Saturday, May 22, 2010

Is the Profiling Charge Trivial?

Steve Hays of Triablogue: Victor Reppert has made a shocking discovery. Thankfully, it took a man of his philosophical acumen to ferret this out. Reppert just discovered that laws disproportionately impact lawbreakers. Yes, you heard me right. Laws discriminate against outlaws. They have the insidious potential to single out non-law abiding citizens.

For example, laws against drunk driving single out drivers. By contrast, laws against DUI don’t profile joggers or swimmers–only drivers.

It’s appalling that in this day and age we still have such pernicious laws on the books. Time to stage a protest. Riot in the streets.


My reply: Hence, if a law is typically broken by a certain group, that group will on one level be disproportionately affected by the law. So the mere fact of disproportionate impact doesn't show that there is any invidious profiling.

However, it is possible that a law might have a disproportionate impact of one group as opposed to another that affects people who don't break the law.
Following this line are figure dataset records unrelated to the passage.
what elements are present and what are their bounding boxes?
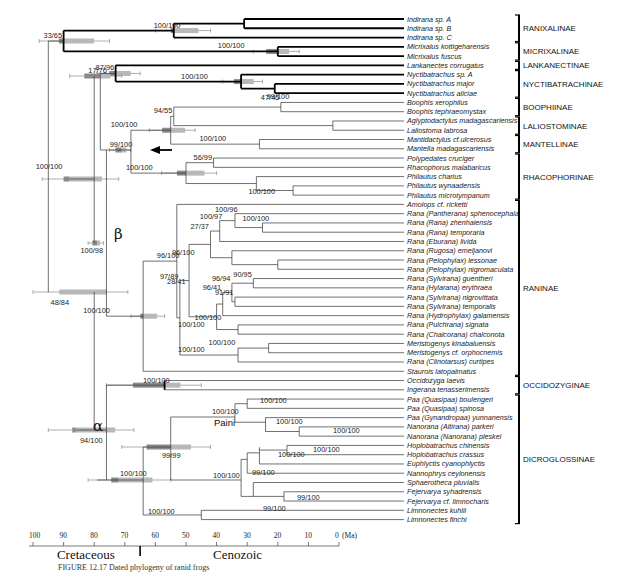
taxon-label: Rana (Chalcorana) chalconota <box>407 330 505 339</box>
taxon-label: Boophis xerophilus <box>407 98 468 107</box>
axis-unit-label: (Ma) <box>342 531 357 540</box>
hpd-bar-older <box>64 177 70 182</box>
support-r16: 100/100 <box>178 345 205 354</box>
support-ranix: 100/100 <box>154 21 181 30</box>
support-values: 100/100100/10033/6599/100100/10087/9647/… <box>36 21 360 516</box>
taxon-label: Aglyptodactylus madagascariensis <box>406 116 518 125</box>
subfamily-label: LANKANECTINAE <box>523 61 590 70</box>
taxon-label: Nanorana (Nanorana) pleskei <box>407 432 502 441</box>
taxon-label: Limnonectes kuhlii <box>407 506 467 515</box>
taxon-label: Sphaerotheca pluvialis <box>407 478 480 487</box>
support-ranixMicr: 33/65 <box>44 31 63 40</box>
taxon-label: Ingerana tenasserimensis <box>407 385 490 394</box>
hpd-bar-older <box>72 428 76 433</box>
support-n_ln: 17/76 <box>88 66 107 75</box>
support-nanorana: 100/100 <box>333 426 360 435</box>
subfamily-label: RANINAE <box>523 284 559 293</box>
taxon-label: Indirana sp. C <box>407 33 453 42</box>
phylogeny-figure: 100/100100/10033/6599/100100/10087/9647/… <box>0 0 632 572</box>
taxon-label: Philautus charius <box>407 172 462 181</box>
support-boo: 47/45 <box>261 93 280 102</box>
taxon-label: Boophis tephraeomystax <box>407 107 487 116</box>
taxon-label: Mantidactylus cf.ulcerosus <box>407 135 492 144</box>
hpd-bar-younger <box>171 445 191 450</box>
axis-tick-label: 20 <box>274 531 282 540</box>
axis-tick-label: 0 <box>335 531 339 540</box>
taxon-label: Staurois latopalmatus <box>407 367 477 376</box>
figure-caption: FIGURE 12.17 Dated phylogeny of ranid fr… <box>58 563 209 572</box>
taxon-label: Rana (Pulchrana) signata <box>407 320 489 329</box>
taxon-label: Paa (Quasipaa) boulengeri <box>407 395 493 404</box>
hpd-bar-older <box>92 241 97 246</box>
taxon-label: Limnonectes finchi <box>407 515 467 524</box>
hpd-bar-younger <box>143 314 157 319</box>
era-label: Cretaceous <box>57 547 115 562</box>
support-dicro: 100/100 <box>120 469 147 478</box>
support-r1: 97/89 <box>160 272 179 281</box>
taxon-label: Euphlyctis cyanophlyctis <box>407 459 485 468</box>
taxon-label: Philautus wynaadensis <box>407 181 481 190</box>
taxon-label: Hoplobatrachus crassus <box>407 450 485 459</box>
taxon-label: Meristogenys cf. orphocnemis <box>407 348 503 357</box>
axis-tick-label: 80 <box>90 531 98 540</box>
taxon-label: Rana (Rana) zhenhaiensis <box>407 218 493 227</box>
taxon-label: Micrixalus kottigeharensis <box>407 42 490 51</box>
support-mantMM: 100/100 <box>199 134 226 143</box>
support-raniMain: 96/100 <box>157 251 180 260</box>
support-r4: 27/37 <box>190 222 209 231</box>
support-beta: 100/98 <box>80 246 103 255</box>
taxon-label: Lankanectes corrugatus <box>407 61 484 70</box>
axis-tick-label: 90 <box>60 531 68 540</box>
taxon-label: Nannophrys ceylonensis <box>407 469 486 478</box>
taxon-label: Rana (Rana) temporaria <box>407 228 485 237</box>
taxon-label: Rana (Eburana) livida <box>407 237 477 246</box>
support-r6: 100/97 <box>200 212 223 221</box>
subfamily-label: DICROGLOSSINAE <box>523 455 595 464</box>
hpd-bar-younger <box>241 79 254 84</box>
support-r13: 96/94 <box>212 274 231 283</box>
support-r14: 90/95 <box>233 270 252 279</box>
hpd-bar-younger <box>171 128 185 133</box>
taxon-label: Nyctibatrachus aliciae <box>407 89 477 98</box>
taxon-label: Fejervarya cf. limnocharis <box>407 497 489 506</box>
axis-tick-label: 30 <box>243 531 251 540</box>
hpd-bar-younger <box>97 241 100 246</box>
subfamily-label: MANTELLINAE <box>523 140 579 149</box>
paini-label: Paini <box>214 417 235 428</box>
support-n_a: 100/100 <box>36 162 63 171</box>
axis-tick-label: 100 <box>29 531 41 540</box>
taxon-label: Occidozyga laevis <box>407 376 465 385</box>
support-rhac: 100/100 <box>126 163 153 172</box>
taxon-label: Nyctibatrachus major <box>407 79 475 88</box>
support-r17: 100/100 <box>209 338 236 347</box>
support-rhacPR: 56/99 <box>194 153 213 162</box>
taxon-label: Rana (Pantherana) sphenocephala <box>407 209 519 218</box>
taxon-label: Rana (Rugosa) emeljanovi <box>407 246 492 255</box>
hpd-bar-older <box>60 290 61 295</box>
subfamily-label: NYCTIBATRACHINAE <box>523 80 603 89</box>
era-label: Cenozoic <box>213 547 262 562</box>
support-dicroglossini: 100/100 <box>213 471 240 480</box>
taxon-label: Rana (Pelophylax) lessonae <box>407 256 497 265</box>
axis-tick-label: 50 <box>182 531 190 540</box>
taxon-label: Indirana sp. B <box>407 24 452 33</box>
support-occid: 100/100 <box>143 376 170 385</box>
subfamily-label: BOOPHIINAE <box>523 103 573 112</box>
taxon-label: Amolops cf. ricketti <box>406 200 468 209</box>
axis-tick-label: 60 <box>151 531 159 540</box>
taxon-label: Paa (Quasipaa) spinosa <box>407 404 484 413</box>
support-gyn: 100/100 <box>276 417 303 426</box>
taxon-label: Mantella madagascariensis <box>407 144 494 153</box>
support-fejervarya: 99/100 <box>297 493 320 502</box>
taxon-label: Nanorana (Altirana) parkeri <box>407 422 494 431</box>
hpd-bar-younger <box>61 290 107 295</box>
taxon-label: Nyctibatrachus sp. A <box>407 70 473 79</box>
support-hoplo-group: 99/100 <box>252 468 275 477</box>
taxon-label: Paa (Gynandropaa) yunnanensis <box>407 413 513 422</box>
axis-tick-label: 40 <box>213 531 221 540</box>
hpd-bar-younger <box>278 49 289 54</box>
support-r11: 96/41 <box>203 283 222 292</box>
support-hoplo-euph: 100/100 <box>278 450 305 459</box>
subfamily-label: MICRIXALINAE <box>523 47 579 56</box>
support-mantRhac: 99/100 <box>110 140 133 149</box>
In other words, if a law, say, the law against illegal border-crossing, is violated by Hispanics far more than any other group, then if we try to catch them, there will of course be a completely benign disproportionate impact.

However, that doesn't dispel all objections to profiling, as some people seem to think that it does. It might turn out that a law not only affects law-breaking Hispanics, but also law-abiding Hispanics. If, let's say, the Maricopa County Sheriff were to perform a "crime sweep" in largely lower-class Hispanic areas as a sort of fishing expedition for illegal immigrants, using other statutes as a pretext for making stops that might lead to a paper check and a possible deportation, what we will find is that many law-abiding Hispanics will be caught in the net. Even if the vast majority of illegals are Hispanics, the majority of Hispanics are here legally.

Now, we can argue from here that the disproportionate impact on law-abiding Hispanics as opposed to law-abiding Anglos and African-Americans is a price worth paying to crack down on illegal immigration. That would be another argument. However, the implicit argument in this kind of statement, that the charge of racial profiling is invariably trivial, doesn't work.

2 comments:

Anonymous said...

Then again, your problem is not with the law, but that you don't trust the police to enforce it correctly.

Blue Devil Knight said...

Victor is right. Once again I am unimpressed with this "triablogue" which I am only familiar with through Victor's quotes :)

Again a lot of people cheerleading Arizona are conflating P(H|I) and P(I|H) (where I is 'is illegal' and H is 'is hispanic'). Unfortunately most of the people doing this won't even understand what I just said, and it is Saturday morning and I need to go build a closet. :)

Note I'm not saying I think Arizona is wrong. I'm agnostic. I think the discussion in this thread actually we were starting to make some progress. I just discovered DL's responses, and frankly will need to think about it, but unfortunately that post in the netherland of 'blog posts more than a week old', but really I think we were starting to get into more details and finding important variables causing the real disagreement.